Supreme Court Won’t Hear Sex Toy Case

WASHINGTON — The U.S. Supreme Court has refused to hear a case involving a Texas law banning the sale of sex toys shaped like sexual organs.

Ignacio Acosta, an employee at an adult bookstore in El Paso, Texas, was arrested for violating the law after he allegedly showed a penis-shaped sex toy to two undercover officers. According to a police report, Acosta allegedly told a female officer that the sex toy would arouse and gratify her.

Acosta challenged his arrest, arguing that the law was unconstitutional because it prevents individuals from using the sex toys in violation of their sexual privacy.

An El Paso County court agreed with Acosta, granting his motion to dismiss the criminal charges. But a state appeals court reversed the lower court’s ruling and reinstated the charges.

Acosta’s lawyer, Santa Monica, Calif.-based Roger Diamond, urged the U.S. Supreme Court to hear the case in light of conflicting rulings throughout the nation as to the sale of so-called obscene sex toys.

Colorado, Kansas and Louisiana courts have all weighed in saying that laws banning the sale of sex toys on obscenity grounds are unconstitutional.

Courts in Georgia, Mississippi and Texas have upheld sex toy bans.

“It’s kind of a stupid law,” Diamond told XBIZ. “We’re using this case as a kind of test case to challenge the constitutional issue.”
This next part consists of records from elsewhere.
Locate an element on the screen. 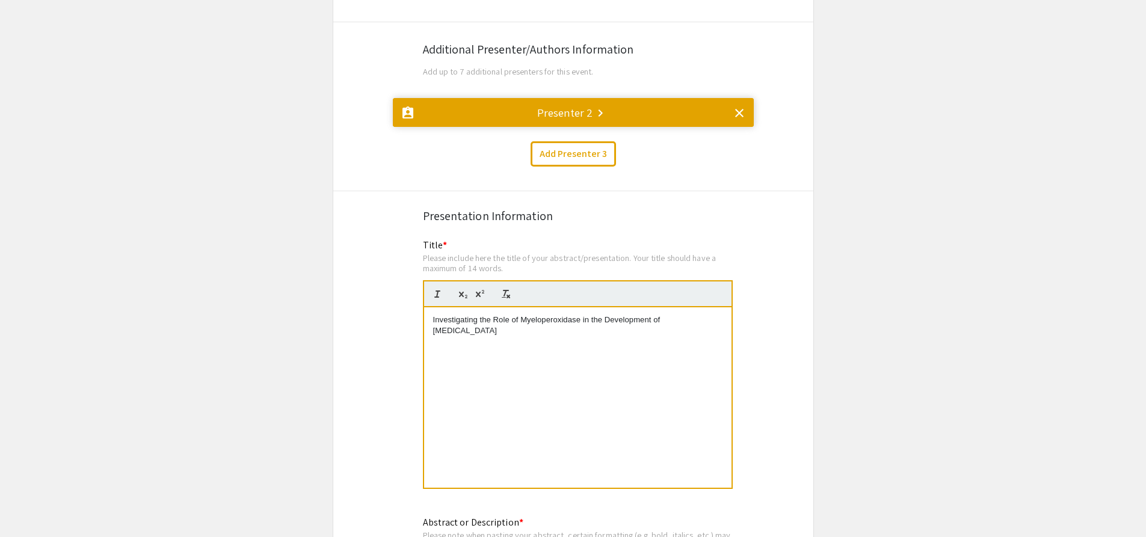 Image resolution: width=1146 pixels, height=537 pixels. div: Additional Presenter/Authors Information is located at coordinates (573, 49).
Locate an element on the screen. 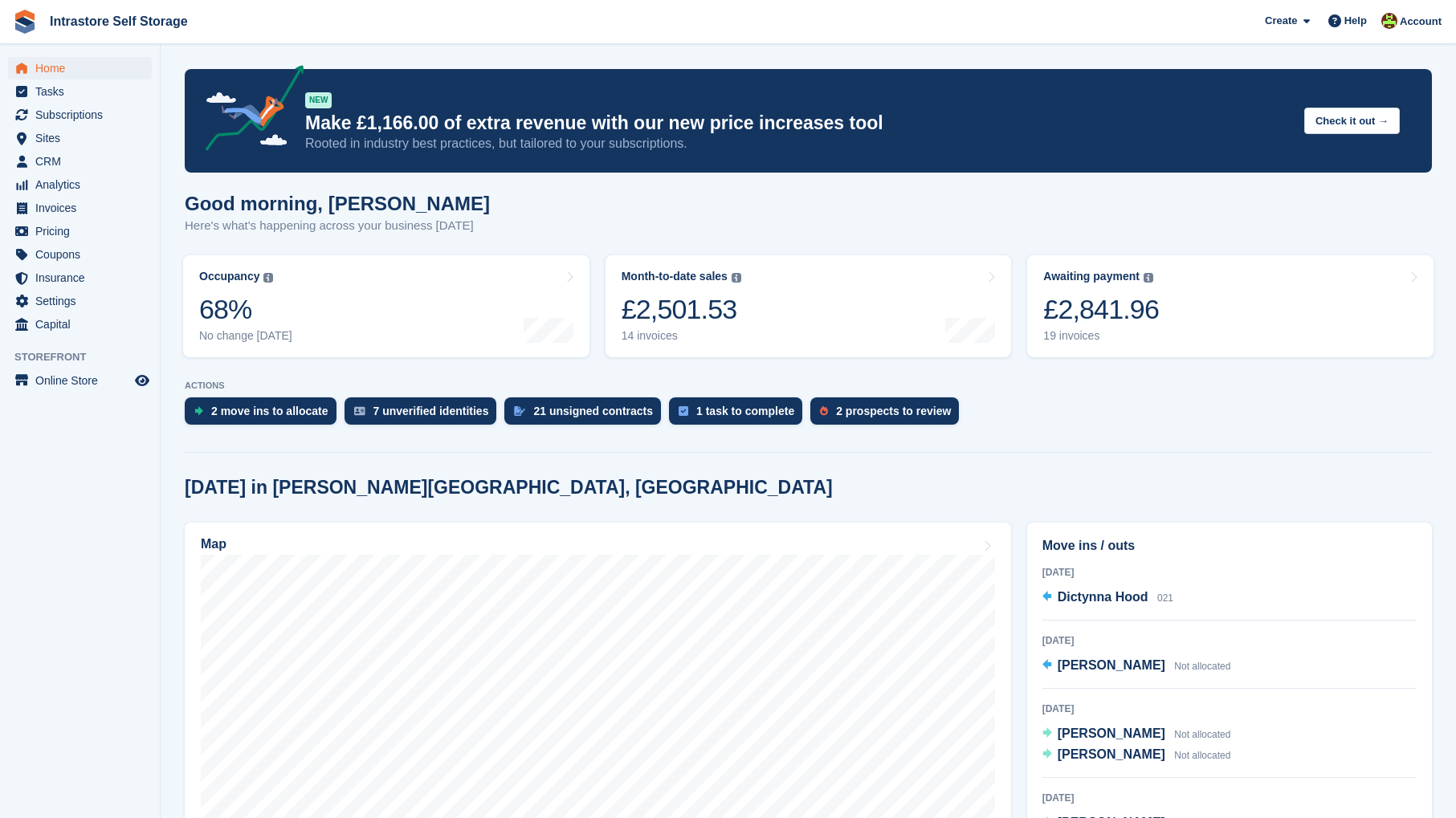  span: 021 is located at coordinates (1165, 598).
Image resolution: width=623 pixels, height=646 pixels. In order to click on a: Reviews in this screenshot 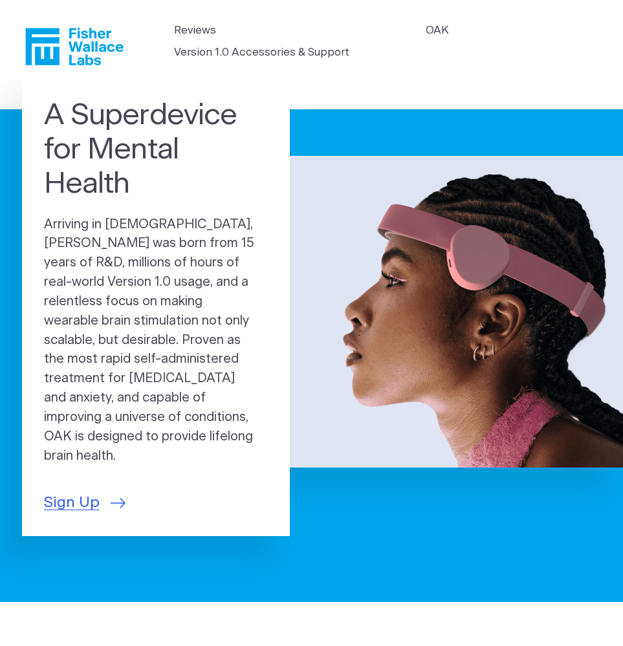, I will do `click(195, 30)`.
According to Diamond, retailers in states employing sex toy bans technically may be in violation of those laws, although he said many retailers protect themselves by saying the toys are for sold for artistic, medical or education use, thus raising possible defenses to the statutes.

The Texas law exempts sex toys sold for medical or educational purposes, Diamond said, but, in this case, Acosta was honest in his comments to the undercover officer when he told her what the device was intended to be used for. Many retailers sell their products and protect themselves from sex toy bans by using pretext, Diamond added.

The case will now go to the El Paso County court for trial.

Diamond said he was confident that Acosta would likely prevail at trial, although that would ironically extinguish the constitutional challenge.

The case is Ignacio Sergio Acosta vs. state of Texas, 05-1574.